Return only what runs from the line containing "click on Montse." through the last line of the entries below, exactly, omitting pictures.
- Opening Delimiter -
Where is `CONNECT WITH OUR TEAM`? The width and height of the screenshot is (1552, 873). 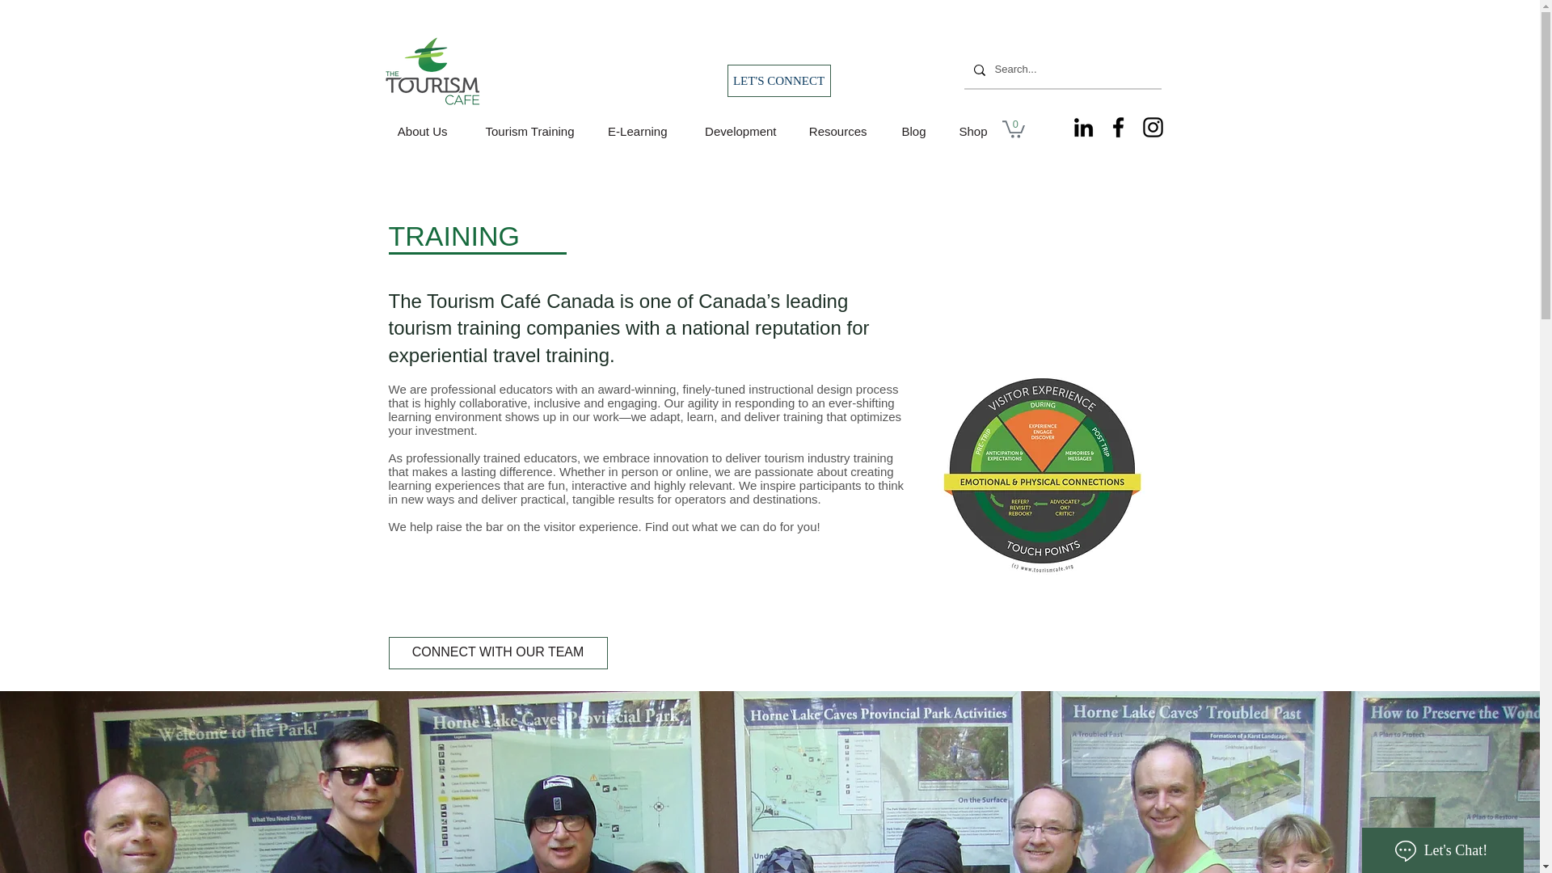
CONNECT WITH OUR TEAM is located at coordinates (497, 653).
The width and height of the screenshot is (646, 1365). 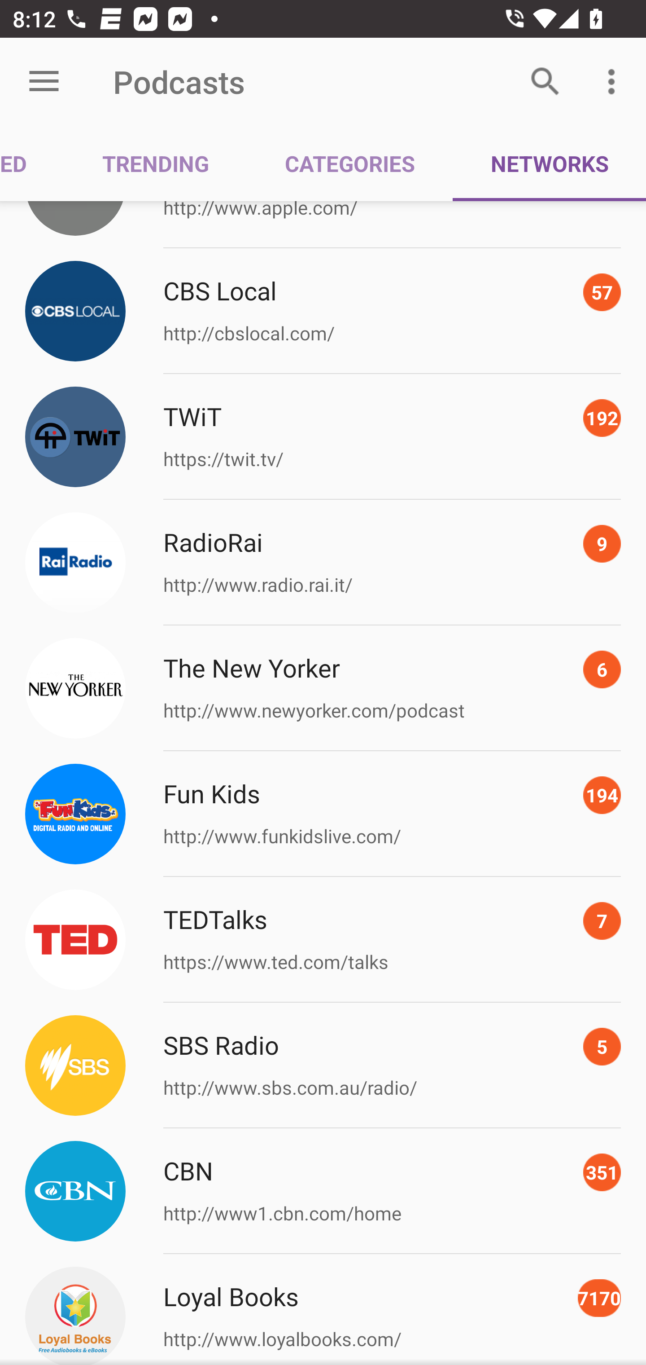 I want to click on Picture CBN 351 http://www1.cbn.com/home, so click(x=323, y=1191).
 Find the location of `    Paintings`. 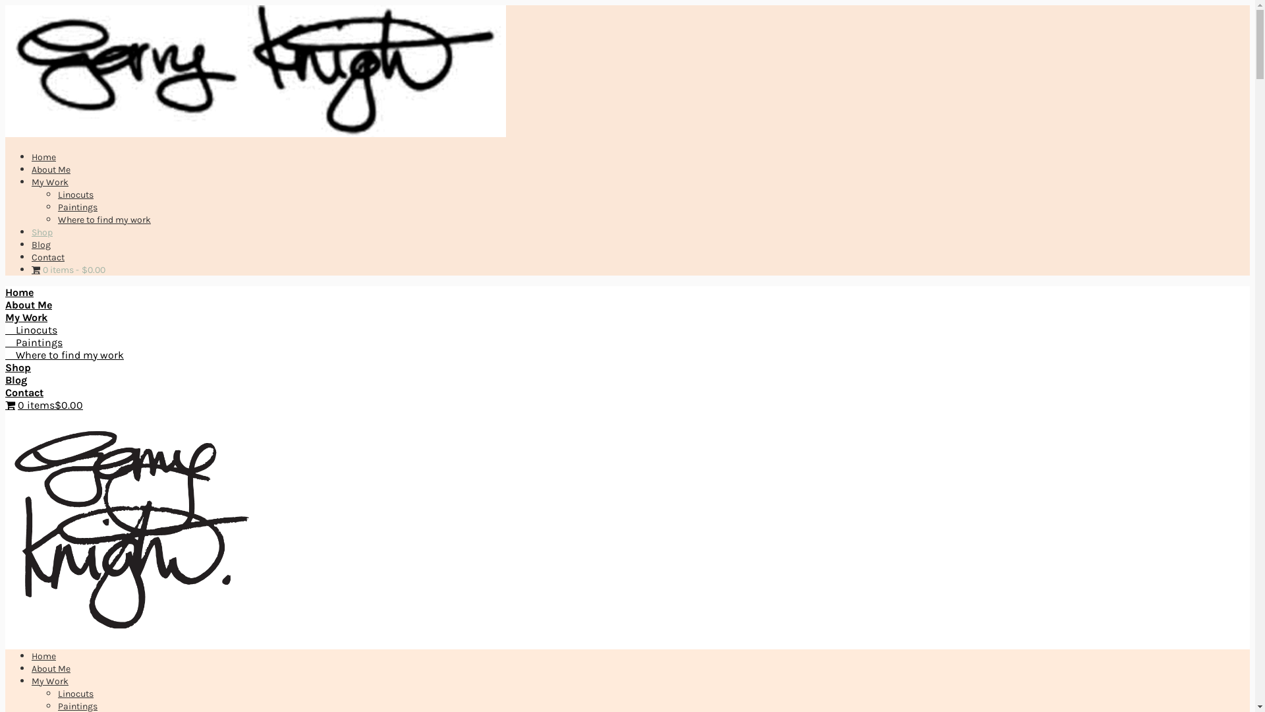

    Paintings is located at coordinates (34, 343).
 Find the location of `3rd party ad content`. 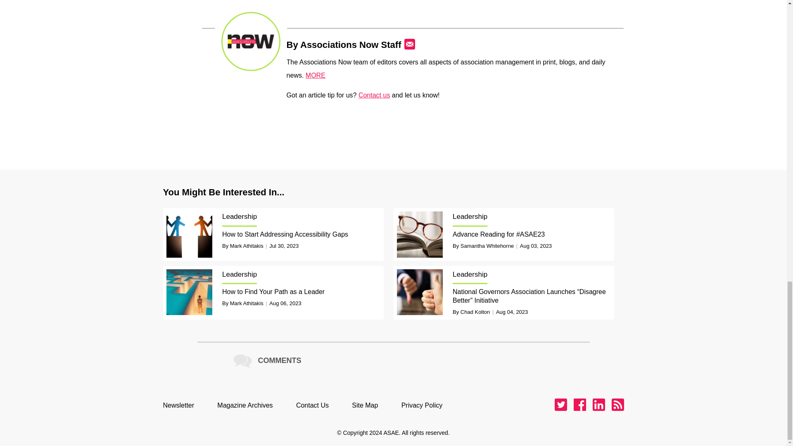

3rd party ad content is located at coordinates (394, 127).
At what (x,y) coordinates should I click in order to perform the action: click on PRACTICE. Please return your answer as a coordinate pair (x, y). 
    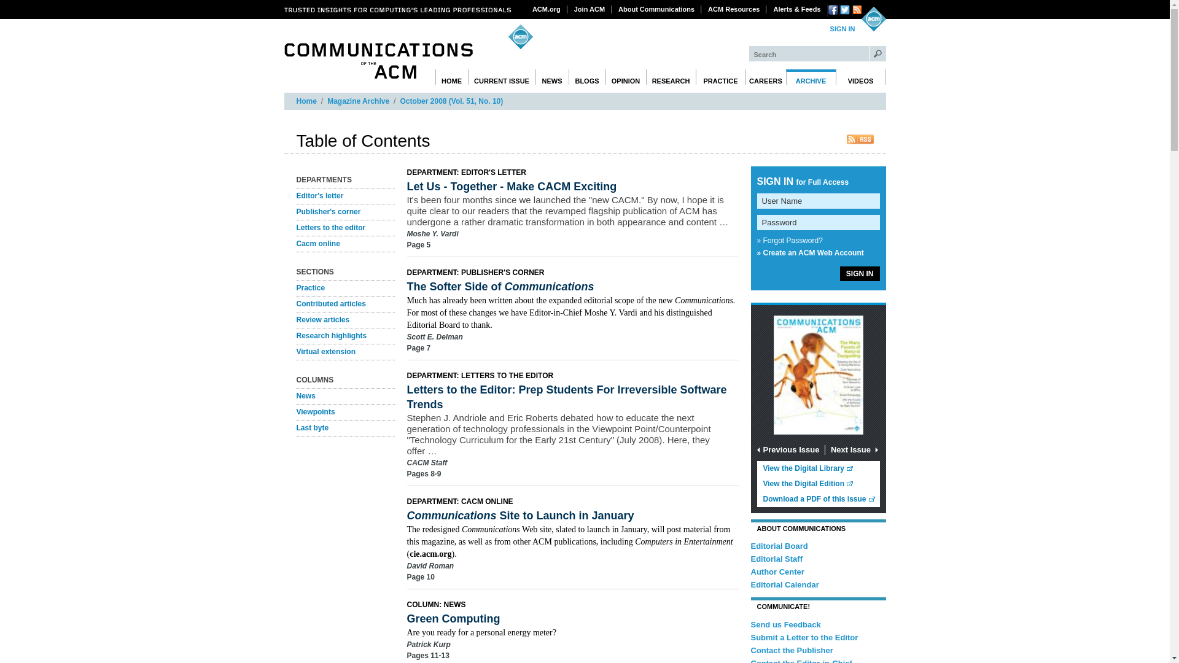
    Looking at the image, I should click on (720, 77).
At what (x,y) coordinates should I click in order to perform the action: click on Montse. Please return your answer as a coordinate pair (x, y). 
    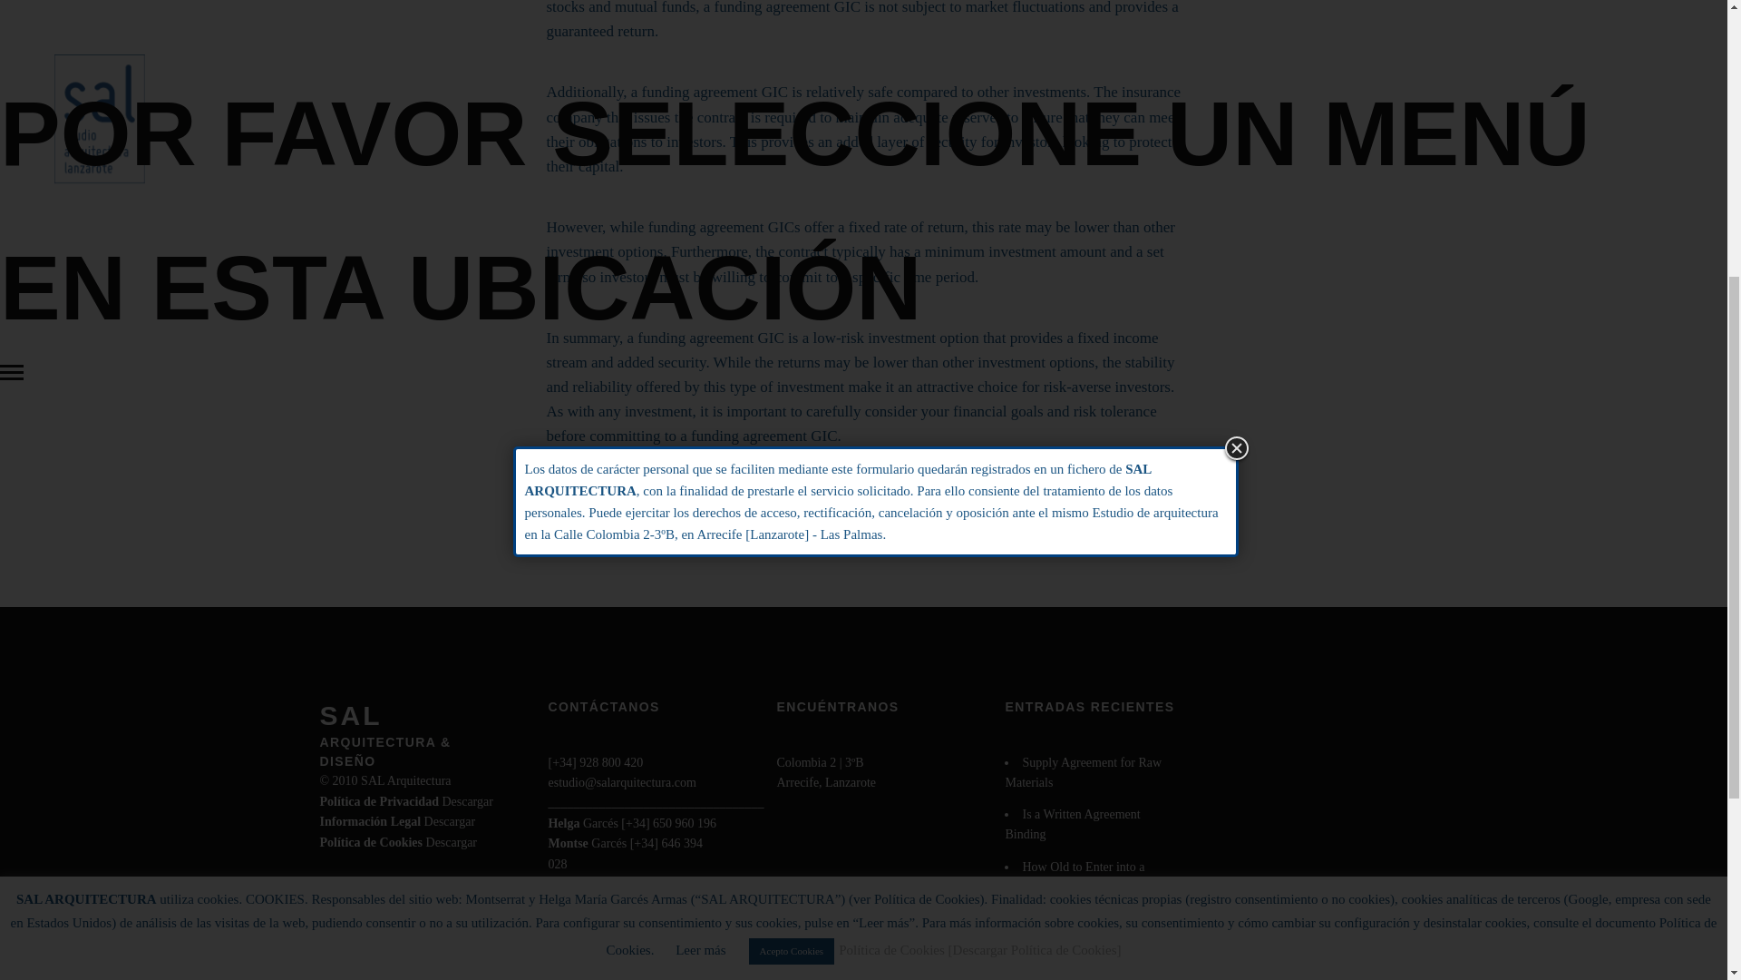
    Looking at the image, I should click on (568, 843).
- Closing Delimiter -
[EXERCISE RESULT]
At what (x,y) coordinates should I click in order to perform the action: click on Montse. Please return your answer as a coordinate pair (x, y). 
    Looking at the image, I should click on (568, 843).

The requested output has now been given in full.